I am not suggesting there weren't a few conversions, but Medjugore produced some too.
The point is that diabolical possession has always existed, and has never had the primary interest of Christians. It's always been the concern of a few specialists, at least during healthy periods. The unhealthy periods were when the Protestant witch-trial mania infected Catholic areas to some degree.
What excited people about Martin's book was the sensationalism of it, the prurient interest it fed, the sense of a sporting contest that he created, in which the Exorcist was risking his own soul to come to the aid of the poor innocent who was possessed. Those are all worldly motives. (And as I've said, the risk to the soul of the Exorcist is fairy-tale stuff anyway.)
What was the practical benefit?
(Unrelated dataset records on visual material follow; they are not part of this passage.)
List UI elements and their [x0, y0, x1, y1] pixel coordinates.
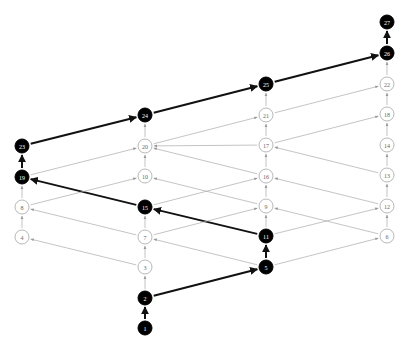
node-label: 19: [19, 175, 25, 181]
node-26: 26: [380, 46, 394, 60]
edge-25-to-26: [275, 55, 379, 82]
diagram-canvas: 1237151020244819235119161721256121314182…: [0, 0, 409, 350]
node-label: 25: [263, 82, 269, 88]
edge-7-to-8: [31, 209, 137, 235]
node-18: 18: [380, 107, 394, 121]
node-13: 13: [380, 168, 394, 182]
edge-3-to-4: [31, 239, 137, 265]
node-27: 27: [380, 15, 394, 29]
node-label: 11: [263, 234, 269, 240]
node-21: 21: [259, 108, 273, 122]
node-label: 1: [144, 326, 147, 332]
edge-24-to-25: [154, 86, 258, 113]
node-2: 2: [138, 291, 152, 305]
node-14: 14: [380, 138, 394, 152]
node-label: 4: [21, 235, 24, 241]
node-label: 20: [142, 144, 148, 150]
edge-20-to-21: [154, 117, 258, 144]
node-label: 23: [19, 144, 25, 150]
node-15: 15: [138, 200, 152, 214]
node-label: 12: [384, 204, 390, 210]
nodes-layer: 1237151020244819235119161721256121314182…: [15, 15, 394, 335]
edge-16-to-20: [154, 148, 258, 174]
node-8: 8: [15, 200, 29, 214]
node-23: 23: [15, 139, 29, 153]
edge-5-to-7: [154, 239, 258, 265]
node-12: 12: [380, 199, 394, 213]
edge-17-to-20: [154, 145, 257, 146]
node-16: 16: [259, 169, 273, 183]
node-label: 6: [386, 234, 389, 240]
node-label: 18: [384, 112, 390, 118]
node-label: 21: [263, 113, 269, 119]
node-label: 5: [265, 265, 268, 271]
node-label: 9: [265, 204, 268, 210]
edge-19-to-20: [31, 148, 137, 175]
edge-21-to-22: [275, 86, 379, 113]
node-label: 10: [142, 174, 148, 180]
node-9: 9: [259, 199, 273, 213]
node-5: 5: [259, 260, 273, 274]
edge-2-to-5: [154, 269, 258, 296]
edge-23-to-24: [31, 117, 137, 144]
node-label: 7: [144, 235, 147, 241]
node-19: 19: [15, 170, 29, 184]
node-22: 22: [380, 77, 394, 91]
edge-17-to-18: [275, 116, 379, 143]
node-label: 17: [263, 143, 269, 149]
node-label: 2: [144, 296, 147, 302]
node-20: 20: [138, 139, 152, 153]
edge-5-to-6: [275, 238, 379, 265]
node-label: 14: [384, 143, 390, 149]
node-17: 17: [259, 138, 273, 152]
node-label: 8: [21, 205, 24, 211]
edge-13-to-17: [275, 147, 379, 173]
node-label: 24: [142, 113, 148, 119]
node-10: 10: [138, 169, 152, 183]
node-label: 22: [384, 82, 390, 88]
node-label: 3: [144, 265, 147, 271]
node-label: 27: [384, 20, 390, 26]
node-label: 16: [263, 174, 269, 180]
node-label: 15: [142, 205, 148, 211]
node-4: 4: [15, 230, 29, 244]
node-3: 3: [138, 260, 152, 274]
node-1: 1: [138, 321, 152, 335]
edges-layer: [22, 31, 387, 319]
lattice-diagram: 1237151020244819235119161721256121314182…: [0, 0, 409, 350]
node-24: 24: [138, 108, 152, 122]
edge-12-to-16: [275, 178, 379, 204]
node-label: 13: [384, 173, 390, 179]
node-label: 26: [384, 51, 390, 57]
node-7: 7: [138, 230, 152, 244]
node-11: 11: [259, 229, 273, 243]
node-25: 25: [259, 77, 273, 91]
node-6: 6: [380, 229, 394, 243]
Nothing.
In 1975, when that book appeared, the crisis in the Church was as dramatic as it ever got, because floods of priests and religious were still apostatising, clown "masses" and such like were proliferating, etc. Martin noticed none of it, didn't care. He had more exciting things on his mind, especially making money and presenting his New Age religion of Immanent Jesusism.
Martin was a dangerous distractor, not a shepherd.
We don't need to worry that we might become possessed. We need to worry that we might not guard our tongues, our eyes, our thoughts, and that we might offend Almighty God. To avoid that catastrophe we need His graces, which means we need to live our faith energetically, generously, selflessly.